The Duke is perhaps the first of the New Media Renaissance Men.

Think about this — he's a singer/songwriter who makes ‘net records. He maintains a blog. He hosts a podcast. He writes essays discussing film, pop culture, and music. To simply have the ambition to put that many irons in the fire is admirable. To be brilliant most of the time at most of the endeavors is beyond the scope of my imagination. To be a humble, decent sort of fella with all that brilliance and and all that ambition is special. The Duke, at his best, inspires me to continue doing my own creative thing and at the same time gives me the kind of fits of jealousy that make me want to hang it all up.

Blogcritics Executive Producer Eric Berlin waxes poetic in describing the effect that the Duke’s writing has on him:

There are so many things that I love about the Duke's writing that it's difficult to know where to begin. It's like entering a different land, reading a newly published piece: strange and baffling and incisive and barkingly funny all at once. I feel privileged to read his work, as though I'm privy to some James Joyce-ian figure of the electronic age that no doubt will be heralded one day (sooner rather than later, I'm convinced) as one of the most innovative and endlessly inventive minds of his generation. The unique way in which he weaves heartbreakingly hilarious personal tales through pop culture criticism in of itself deserves a deep and thorough examination. It's almost shockingly unfair that Duke is also one of the kindest and most generous souls one can hope to know.

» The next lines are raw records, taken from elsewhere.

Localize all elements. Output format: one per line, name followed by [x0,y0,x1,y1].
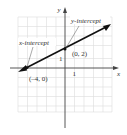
y-axis-arrow-icon [63,7,67,13]
coordinate-plane: y-intercept x-intercept (0, 2) (–4, 0) 1… [0,0,127,135]
x-intercept-point-label: (–4, 0) [29,75,48,83]
line-arrow-right-icon [103,24,111,31]
y-axis-label: y [57,6,62,14]
x-axis-label: x [116,70,121,78]
x-intercept-label: x-intercept [18,39,50,47]
y-intercept-point-label: (0, 2) [72,50,88,58]
graph-line [18,24,111,72]
line-arrow-left-icon [18,65,27,72]
y-intercept-label: y-intercept [70,17,102,25]
x-tick-label: 1 [73,70,77,78]
y-tick-label: 1 [59,55,63,63]
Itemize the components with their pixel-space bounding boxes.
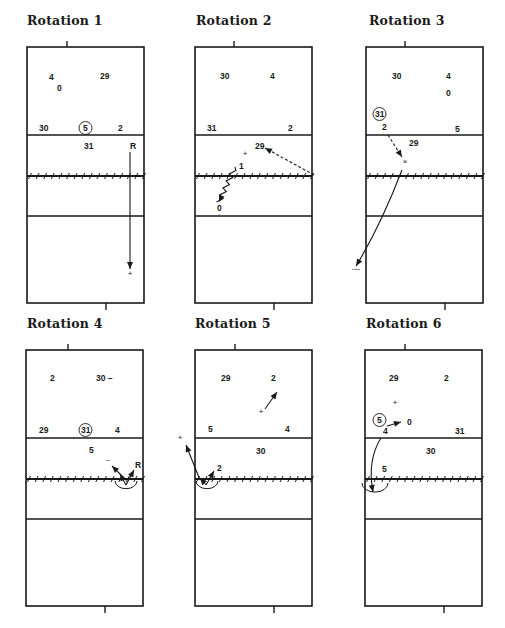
player-number: 0 [446, 88, 451, 98]
arrowhead-icon [271, 392, 277, 399]
player-number: 31 [81, 425, 91, 435]
player-label: R [130, 141, 136, 151]
player-label: 29 [221, 373, 231, 383]
player-number: 4 [270, 71, 275, 81]
player-label: 5 [89, 445, 94, 455]
player-number: 2 [288, 123, 293, 133]
player-label: 31 [207, 123, 217, 133]
player-label: 29 [389, 373, 399, 383]
player-label: 0 [407, 417, 412, 427]
position-marker: . [218, 208, 220, 217]
player-number: 2 [217, 463, 222, 473]
player-label: 5 [455, 124, 460, 134]
player-label: 4 [446, 71, 451, 81]
player-number: 31 [375, 109, 385, 119]
player-label: 2 [50, 373, 55, 383]
rotation-title: Rotation 3 [369, 13, 445, 28]
player-number: 29 [409, 138, 419, 148]
player-circled: 31 [373, 108, 386, 121]
player-number: 30 – [96, 373, 113, 383]
player-label: 30 [220, 71, 230, 81]
player-number: 30 [426, 446, 436, 456]
player-number: R [135, 460, 141, 470]
movement-arrow [388, 135, 402, 157]
player-number: 5 [455, 124, 460, 134]
player-label: 30 [39, 123, 49, 133]
court-diagram: 3040312529×— [346, 39, 503, 315]
player-number: 30 [39, 123, 49, 133]
player-number: 4 [446, 71, 451, 81]
movement-arrow [387, 421, 401, 427]
player-number: 29 [39, 425, 49, 435]
player-number: 4 [285, 424, 290, 434]
player-number: 30 [220, 71, 230, 81]
player-number: 4 [49, 72, 54, 82]
player-label: 29 [255, 141, 265, 151]
player-number: 0 [57, 83, 62, 93]
player-number: 29 [100, 71, 110, 81]
player-circled: 5 [79, 122, 92, 135]
player-label: 30 [256, 446, 266, 456]
movement-arrow [186, 445, 200, 480]
player-number: 29 [389, 373, 399, 383]
player-label: 4 [270, 71, 275, 81]
arrowhead-icon [396, 149, 402, 157]
court-diagram: 29250431305+ [345, 342, 502, 618]
arrowhead-icon [208, 471, 214, 479]
movement-arrow [356, 170, 402, 266]
player-label: 4 [115, 425, 120, 435]
court-diagram: 29254302++ [175, 342, 332, 618]
player-label: 2 [382, 122, 387, 132]
movement-arrow [369, 438, 381, 492]
movement-arrow [217, 167, 236, 202]
player-label: 4 [49, 72, 54, 82]
player-number: 2 [50, 373, 55, 383]
player-label: R [135, 460, 141, 470]
player-label: 0 [57, 83, 62, 93]
arrowhead-icon [127, 262, 133, 269]
player-number: 4 [383, 426, 388, 436]
arrowhead-icon [186, 445, 192, 453]
position-marker: × [403, 157, 408, 166]
court-diagram: 3043122910+. [175, 39, 332, 315]
player-label: 2 [288, 123, 293, 133]
player-number: 0 [407, 417, 412, 427]
player-label: 30 – [96, 373, 113, 383]
position-marker: + [128, 269, 133, 278]
player-circled: 31 [79, 424, 92, 437]
player-number: 2 [118, 123, 123, 133]
arrowhead-icon [219, 194, 225, 202]
player-number: 30 [392, 71, 402, 81]
arrowhead-icon [265, 148, 273, 154]
rotation-title: Rotation 6 [366, 316, 442, 331]
player-label: 5 [382, 464, 387, 474]
player-circled: 5 [373, 414, 386, 427]
player-number: 30 [256, 446, 266, 456]
player-number: 31 [84, 141, 94, 151]
player-label: 29 [39, 425, 49, 435]
position-marker: — [352, 264, 360, 273]
rotation-title: Rotation 1 [27, 13, 103, 28]
player-label: 2 [444, 373, 449, 383]
position-marker: + [393, 398, 398, 407]
player-label: 2 [217, 463, 222, 473]
player-number: 5 [83, 123, 88, 133]
player-number: 2 [382, 122, 387, 132]
player-label: 4 [383, 426, 388, 436]
rotation-title: Rotation 2 [196, 13, 272, 28]
player-number: 5 [208, 424, 213, 434]
player-number: 2 [444, 373, 449, 383]
player-number: 31 [207, 123, 217, 133]
player-number: 29 [221, 373, 231, 383]
player-label: 31 [455, 426, 465, 436]
player-label: 5 [208, 424, 213, 434]
player-label: 0 [446, 88, 451, 98]
court-diagram: 4029305231R+ [7, 39, 164, 315]
player-label: 29 [100, 71, 110, 81]
block-arc [362, 483, 388, 492]
arrowhead-icon [393, 421, 401, 427]
movement-arrow [126, 470, 134, 485]
player-number: 31 [455, 426, 465, 436]
player-label: 2 [118, 123, 123, 133]
player-number: R [130, 141, 136, 151]
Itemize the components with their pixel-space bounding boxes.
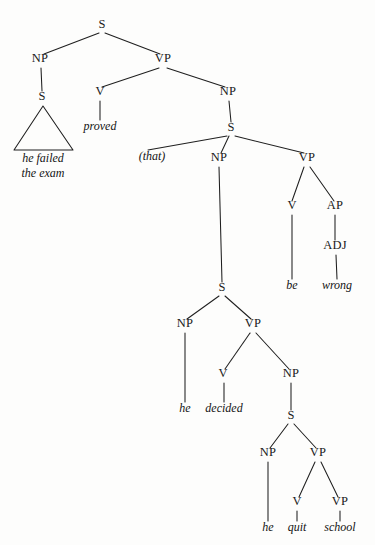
tree-branch xyxy=(235,136,304,153)
terminal-word: he xyxy=(262,520,274,534)
node-label-s: S xyxy=(98,17,105,31)
tree-branch xyxy=(229,101,231,122)
tree-branch xyxy=(167,68,225,87)
node-label-s: S xyxy=(227,120,234,134)
node-label-v: V xyxy=(95,84,104,98)
terminal-word: quit xyxy=(288,520,307,534)
node-label-s: S xyxy=(218,280,225,294)
tree-branch xyxy=(105,33,160,54)
terminal-word: be xyxy=(286,278,298,292)
terminal-word: he xyxy=(179,401,191,415)
terminal-word: school xyxy=(324,520,356,534)
node-label-v: V xyxy=(287,198,296,212)
tree-branch xyxy=(219,167,222,282)
terminal-word: wrong xyxy=(322,278,352,292)
terminal-word: (that) xyxy=(139,149,166,163)
triangle-word-line: he failed xyxy=(22,151,65,165)
node-label-np: NP xyxy=(211,150,227,164)
node-label-vp: VP xyxy=(245,316,261,330)
node-label-np: NP xyxy=(32,51,48,65)
node-label-vp: VP xyxy=(299,150,315,164)
tree-branch xyxy=(336,255,337,279)
node-label-v: V xyxy=(218,366,227,380)
constituent-triangle xyxy=(14,106,73,150)
node-label-vp: VP xyxy=(155,51,171,65)
node-label-vp: VP xyxy=(310,445,326,459)
triangle-words: he failedthe exam xyxy=(22,151,65,180)
triangle-word-line: the exam xyxy=(22,166,65,180)
tree-branch xyxy=(102,68,159,87)
node-label-v: V xyxy=(292,494,301,508)
tree-canvas: SNPSVPVNPSNPVPVAPADJSNPVPVNPSNPVPVVP (th… xyxy=(0,0,375,545)
tree-branch xyxy=(299,462,315,497)
node-label-np: NP xyxy=(260,445,276,459)
tree-branch xyxy=(256,333,289,369)
node-label-np: NP xyxy=(220,84,236,98)
tree-branch xyxy=(41,68,42,91)
node-label-np: NP xyxy=(177,316,193,330)
tree-branch xyxy=(148,136,227,150)
node-label-np: NP xyxy=(283,366,299,380)
tree-branch xyxy=(321,462,338,497)
node-labels: SNPSVPVNPSNPVPVAPADJSNPVPVNPSNPVPVVP xyxy=(32,17,348,508)
node-label-s: S xyxy=(38,89,45,103)
tree-branch xyxy=(292,167,304,201)
syntax-tree-figure: SNPSVPVNPSNPVPVAPADJSNPVPVNPSNPVPVVP (th… xyxy=(0,0,375,545)
node-label-ap: AP xyxy=(327,198,343,212)
tree-branch xyxy=(310,167,334,201)
tree-branch xyxy=(44,33,99,54)
terminal-word: proved xyxy=(83,119,118,133)
node-label-s: S xyxy=(287,408,294,422)
terminal-word: decided xyxy=(205,401,243,415)
node-label-adj: ADJ xyxy=(323,238,347,252)
tree-branch xyxy=(225,333,250,369)
triangle-icon xyxy=(14,106,73,150)
node-label-vp: VP xyxy=(332,494,348,508)
branch-lines xyxy=(41,33,340,521)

My intention here was to boil down some Duke-supplied biographical information into a few concise sentences, but the material he provided needs to be shared in its entirety (and paraphrasing this – well, that just seemed sinful somehow). And so, without further ado, the Duke’s life story thus far:

Lived all of my days thus far in County Antrim, Northern Ireland. Raised Protestant which may well account for the fascination I have with Catholic culture. Those chapels all afire with icons and grottos and mythology always seemed gloriously inspirational when contrasted with the drab Presbyterian alternatives.

In fact, although I’m agnostic and don’t have much of a faith in Christ or Krishna or whoever (just the regular no-frills God for me an myself), religion is one of the great obsessions in my life. Alongside beautiful lasses and fine tunes and life-affirmingly deranged cinema and intoxicating words and gloriously inventive filth.

Spent teenage years stumbling in and out of this drunken frenzy or the other, spent a wee touch o’ time between the walls of a psychiatric ward which is where, I might add, I started writing what would become my first abandoned novel. All of this, of course, lends itself gloriously to the spinning of a Grand Yarn of an evening.

Many failed novels followed. They were uniformly abhorrent.

Studied media at university on account of being terrified of The Real World and needing desperately to hold it back till such times as I could pen the work would surely grant me some sorta leeway with regards the snarl of the Grown Up Life And That.

Played in various bands and wrote film reviews for a local newspaper for free until such times as the whole Blog-based brouhaha took off and I realised that online I could write similar screeds and still not get paid and better yet, could use the word “fuck” and derivatives of such as much as I wanted.

Which brings us to the here and now.

Q & A (The Serious Stuff)

How was the persona of The Duke born from the young man that some people know as Aaron McMullan? The back story, please?

Heh, well now, a curious tale it all is. Superficially, I suppose, what happened was I found myself with a blog went by the name of Mondo Irlando and figured I needed some kinda kooky flick-forum-friendly pseudonym to witter under. I never gave much thought to it, Duke De Mondo just seemed altogether fitting at the time. Now, I tend to wish I’d thought of something a touch more original. Mean, for Gods sakes, “The Duke!” But it stuck, and I suppose it was easier for folks to get to know the “character” and the like since there was an easily remembered nickname attached. My own name, which I find incredibly torturous to either speak or write, is a touch, I dunno, forgettable. Seemed that if you wanted to get anyone’s attention at all in yonder “blogosphere” or whatever folks call it nowadays, the kookier or zanier a fella appeared, the better. I soon lost all interest in any sorta feigned wackiness, mind you.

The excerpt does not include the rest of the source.